20 Feet From Stardom: Pain and Refracted Glory

20 Feet From Stardom

The review:

Morgan Neville’s 20 Feet From Stardom brings light to that visible but invisible maker of music: the backup singer. As we follow the careers of singers from the 1960s onward, we see the pleasure and pain that comes of lending your talents to music that becomes famous while only sometimes crediting your work. Given the stories of the backup singers,* this could have been a depressing catalog, but the film is celebratory and hopeful; still, it left me wondering how a woman would have captured the dismissal of such talented women.**

The verdict: Recommended

Cost: Netflix monthly fee ($8.99)
Where watched: at home

Further sentences:

*While Darlene Love’s story starts as gaspingly awful, she seems to have come out of it okay. Whereas Claudia Lennear’s career trajectory caused both myself and the boyfriend (who was only partially watching) to make audible noises of protest.
**”There can be only one Aretha, only one Whitney.” A lot of backup singers swinging for stardom ran into that sentiment. But why can there only be one woman, when there can be so many men?

Questions:

  • Do you think we’re yet past the “there can only be one” sentiment when it comes to women artists?
  • Which was your favorite story?

Favorite IMDB trivia item:

The film has been compared to the similarly themed book The Wrecking Crew: The Inside Story of Rock and Roll’s Best-Kept Secret, which chronicles the stories of uncredited studio musicians.

(Pssst. It’s also a 2008 documentary: The Wrecking Crew!)

Other reviews:

20 Feet From Stardom

Kicking and Screaming is More Like Napping and Mumbling

Kicking and Screaming

The review:

Noah Baumbach’s Kicking and Screaming is full of really low-energy, quasi-adult men dithering about things for ninety-six minutes that feel more like three hours; it has not aged well.* Now that it’s not the 90s, well-educated white guys who can’t figure out what to do after college are not quite the selling point they once were.** It was interesting to see actors in their younger years,*** and I really enjoyed looking at the details of the craftsman bungalow**** the post-college students lived in, but this is not a good film.

The verdict: Skip

Cost: Netflix monthly fee ($8.99)
Where watched: at home

Consider watching instead:

Further sentences:

*It reminds me of Swingers in that regard, though this is if you took Swingers, extracted all the humor, the whirling friendships, dialed down the energy to 10%, and eliminated the fun swing dancing scene.
**This has a Metascore of 75, which is pretty high. The last boring movie I watched (One and Two)had a meta score of 47. I can only think that those reviews must have been from 1995, when the movie was released.
***Eric Stoltz is always fun. The big surprise that the main character, Josh Hamilton (Grover) is someone I’m familiar with as Clay’s dad in 13 Reasons Why and also Kayla’s dad in Eighth Grade. I would not have noticed, except I started looking up things on IMDB before I was finished watching it. The true sign of an uninteresting film.
****The floors needed redoing, but man, those built ins! To die for!

Questions:

  • Did you happen to watch this in the 90s? What did you think?
  • Can you think of an equivalent slacker movie with women as protagonists?

Favorite IMDB trivia item:

The film was almost accepted in competition at the Cannes Film Festival, but Noah Baumbach refused to cut 15 minutes as they requested, and the film was ultimately rejected.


* Exercise instructions *
What is needed is an exact transcription of every record below.

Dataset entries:

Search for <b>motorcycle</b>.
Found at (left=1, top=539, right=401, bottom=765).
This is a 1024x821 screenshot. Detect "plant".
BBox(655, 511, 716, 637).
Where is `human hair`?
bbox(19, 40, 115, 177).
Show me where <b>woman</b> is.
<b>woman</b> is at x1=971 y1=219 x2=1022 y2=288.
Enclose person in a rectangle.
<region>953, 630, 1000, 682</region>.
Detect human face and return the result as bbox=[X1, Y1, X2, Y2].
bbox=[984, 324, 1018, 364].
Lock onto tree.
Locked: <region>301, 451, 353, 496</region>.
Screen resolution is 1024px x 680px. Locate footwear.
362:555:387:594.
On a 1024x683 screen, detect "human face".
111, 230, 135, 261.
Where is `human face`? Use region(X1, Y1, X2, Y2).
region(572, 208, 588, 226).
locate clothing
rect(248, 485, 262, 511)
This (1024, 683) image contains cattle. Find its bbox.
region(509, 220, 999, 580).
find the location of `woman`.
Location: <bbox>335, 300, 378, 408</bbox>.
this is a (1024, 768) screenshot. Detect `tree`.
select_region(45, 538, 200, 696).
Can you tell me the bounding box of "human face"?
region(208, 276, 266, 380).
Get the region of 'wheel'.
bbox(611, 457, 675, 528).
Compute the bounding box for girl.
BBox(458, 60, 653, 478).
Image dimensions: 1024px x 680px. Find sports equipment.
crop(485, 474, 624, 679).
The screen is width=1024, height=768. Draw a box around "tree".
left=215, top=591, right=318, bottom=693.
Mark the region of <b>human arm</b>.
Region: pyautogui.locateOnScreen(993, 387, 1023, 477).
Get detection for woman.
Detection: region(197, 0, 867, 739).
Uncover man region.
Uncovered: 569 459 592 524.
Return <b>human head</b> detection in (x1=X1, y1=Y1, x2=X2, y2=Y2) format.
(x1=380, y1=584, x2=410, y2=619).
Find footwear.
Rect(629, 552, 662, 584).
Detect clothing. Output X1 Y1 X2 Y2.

* Problem solution *
Search for <b>motorcycle</b>.
Found at (left=1, top=539, right=401, bottom=765).
This is a 1024x821 screenshot. Detect "plant".
BBox(655, 511, 716, 637).
Where is `human hair`?
bbox(19, 40, 115, 177).
Show me where <b>woman</b> is.
<b>woman</b> is at x1=971 y1=219 x2=1022 y2=288.
Enclose person in a rectangle.
<region>953, 630, 1000, 682</region>.
Detect human face and return the result as bbox=[X1, Y1, X2, Y2].
bbox=[984, 324, 1018, 364].
Lock onto tree.
Locked: <region>301, 451, 353, 496</region>.
Screen resolution is 1024px x 680px. Locate footwear.
362:555:387:594.
On a 1024x683 screen, detect "human face".
111, 230, 135, 261.
Where is `human face`? Use region(X1, Y1, X2, Y2).
region(572, 208, 588, 226).
locate clothing
rect(248, 485, 262, 511)
This (1024, 683) image contains cattle. Find its bbox.
region(509, 220, 999, 580).
find the location of `woman`.
Location: <bbox>335, 300, 378, 408</bbox>.
this is a (1024, 768) screenshot. Detect `tree`.
select_region(45, 538, 200, 696).
Can you tell me the bounding box of "human face"?
region(208, 276, 266, 380).
Get the region of 'wheel'.
bbox(611, 457, 675, 528).
Compute the bounding box for girl.
BBox(458, 60, 653, 478).
Image dimensions: 1024px x 680px. Find sports equipment.
crop(485, 474, 624, 679).
The screen is width=1024, height=768. Draw a box around "tree".
left=215, top=591, right=318, bottom=693.
Mark the region of <b>human arm</b>.
Region: pyautogui.locateOnScreen(993, 387, 1023, 477).
Get detection for woman.
Detection: region(197, 0, 867, 739).
Uncover man region.
Uncovered: 569 459 592 524.
Return <b>human head</b> detection in (x1=X1, y1=Y1, x2=X2, y2=Y2) format.
(x1=380, y1=584, x2=410, y2=619).
Find footwear.
Rect(629, 552, 662, 584).
Detect clothing. Output X1 Y1 X2 Y2.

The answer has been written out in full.